To help with additional details, here is how it should all look so you can say exactly which portion isn't correct. You have a login for the server, and a user for the database for the account you're having trouble with. On the server and database levels, you'll see a public role (server role and database role). The properties of the public server role won't show users, but the properties of the login will show the public database role for all of the databases (it will be checked, and you can't uncheck it). The properties of the public database role will not show any members either, and the properties of the database user will also not show the public role. Because of all of this, I don't believe you removed the user from the public role.
If you want to try to delete and recreate the user, you can first try to go into the database and just delete the database user. This will leave the login, which you can go into the properties of, and, under User Mapping, there should be no database checked. You should be able to check the database now (because the database user has been deleted), and choose whatever roles you need. If this doesn't work, you can also delete the login along with the database user to try and clear everything out. For one last check on the user, you can run this SQL:
use database_name
exec sp_change_users_login 'Report'
This will show you any orphaned users, which could mean there is still an issue with your user. This can usually be fixed with:
use database_name
exec sp_change_users_login 'Auto_Fix', 'username'
To try and wrap this up before it gets any longer, there could be something else altogether causing your connection issue for this user. If none of this works, can you post up the error message you get when logging in?
Was there a SQL Express installation on there at one time? The thing confusing me is that SQL Server 2008 R2 Express has a 10GB limit so I have no idea where the 4GB is coming from. Maybe the upgrade process from 2005 Express to 2008 R2 isn't working properly and doesn't change the database size limit.
My best advice would be a complete reinstall of the SQL software. The only way I can imagine that a 4GB limit would be in place is if SQL Server 2005 Express was installed first.
Best Answer
The disabled user shouldn't cause issues but if it's removed from AD sp_helpdb will start throwing an error. Changing the owner takes some testing to make sure you don't break any applications or processes using the database.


How many lines in the records below contain the word "connector"? Give only the number.

** Opening Data to use block **

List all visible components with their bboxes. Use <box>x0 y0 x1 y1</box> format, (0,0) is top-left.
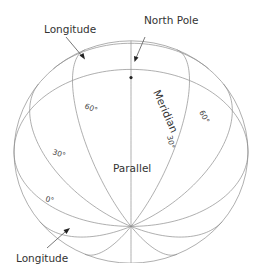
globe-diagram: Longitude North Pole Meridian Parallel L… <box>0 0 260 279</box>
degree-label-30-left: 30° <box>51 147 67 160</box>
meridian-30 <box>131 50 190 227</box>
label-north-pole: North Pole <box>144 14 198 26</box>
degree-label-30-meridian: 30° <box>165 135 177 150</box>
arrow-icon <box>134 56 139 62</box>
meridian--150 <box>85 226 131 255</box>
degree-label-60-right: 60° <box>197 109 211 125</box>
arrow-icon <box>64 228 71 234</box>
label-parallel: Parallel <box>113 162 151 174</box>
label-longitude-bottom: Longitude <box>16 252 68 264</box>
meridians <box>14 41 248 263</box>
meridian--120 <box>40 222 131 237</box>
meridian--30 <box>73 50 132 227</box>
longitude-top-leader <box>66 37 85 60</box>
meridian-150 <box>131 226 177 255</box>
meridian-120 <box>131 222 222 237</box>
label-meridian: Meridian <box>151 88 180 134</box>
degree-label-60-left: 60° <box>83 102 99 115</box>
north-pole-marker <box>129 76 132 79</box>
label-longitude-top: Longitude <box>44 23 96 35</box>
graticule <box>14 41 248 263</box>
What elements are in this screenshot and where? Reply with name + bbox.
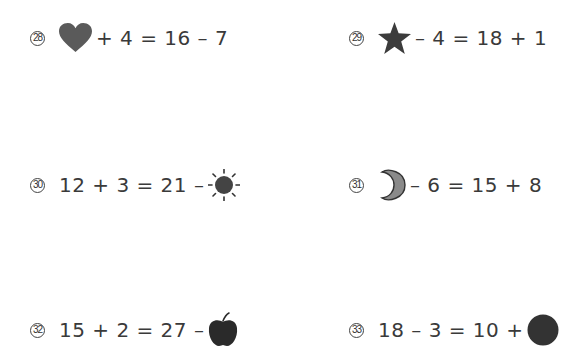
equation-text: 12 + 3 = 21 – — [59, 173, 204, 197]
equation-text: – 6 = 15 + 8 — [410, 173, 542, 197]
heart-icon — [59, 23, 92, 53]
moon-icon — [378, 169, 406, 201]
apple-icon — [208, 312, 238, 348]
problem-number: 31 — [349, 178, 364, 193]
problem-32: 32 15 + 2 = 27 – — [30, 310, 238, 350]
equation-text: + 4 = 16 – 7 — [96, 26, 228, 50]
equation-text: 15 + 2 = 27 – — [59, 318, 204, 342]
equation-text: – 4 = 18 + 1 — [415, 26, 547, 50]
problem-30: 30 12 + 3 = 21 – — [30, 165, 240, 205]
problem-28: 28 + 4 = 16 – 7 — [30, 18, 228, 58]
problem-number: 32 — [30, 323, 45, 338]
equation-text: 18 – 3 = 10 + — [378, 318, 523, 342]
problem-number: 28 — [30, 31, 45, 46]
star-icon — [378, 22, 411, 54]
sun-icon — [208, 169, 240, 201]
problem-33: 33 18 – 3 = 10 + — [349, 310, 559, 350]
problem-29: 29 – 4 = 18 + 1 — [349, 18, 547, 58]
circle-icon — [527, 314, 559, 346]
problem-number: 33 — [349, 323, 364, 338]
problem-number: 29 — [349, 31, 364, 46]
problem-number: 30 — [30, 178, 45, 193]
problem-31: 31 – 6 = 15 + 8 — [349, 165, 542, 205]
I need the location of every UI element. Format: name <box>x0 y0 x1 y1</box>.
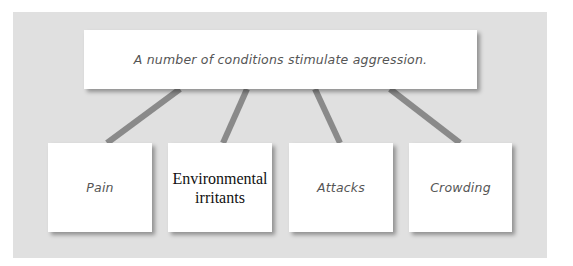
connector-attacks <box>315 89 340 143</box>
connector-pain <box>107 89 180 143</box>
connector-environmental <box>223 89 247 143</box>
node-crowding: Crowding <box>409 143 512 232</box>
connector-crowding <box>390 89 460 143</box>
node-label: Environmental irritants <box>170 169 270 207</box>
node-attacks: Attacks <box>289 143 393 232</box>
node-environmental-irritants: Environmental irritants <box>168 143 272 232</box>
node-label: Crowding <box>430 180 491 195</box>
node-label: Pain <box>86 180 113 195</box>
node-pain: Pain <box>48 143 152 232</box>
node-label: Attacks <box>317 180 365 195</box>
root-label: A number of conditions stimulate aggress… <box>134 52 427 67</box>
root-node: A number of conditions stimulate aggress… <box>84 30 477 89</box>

** Closing Data to use block **

◆ **Exercise response**: 4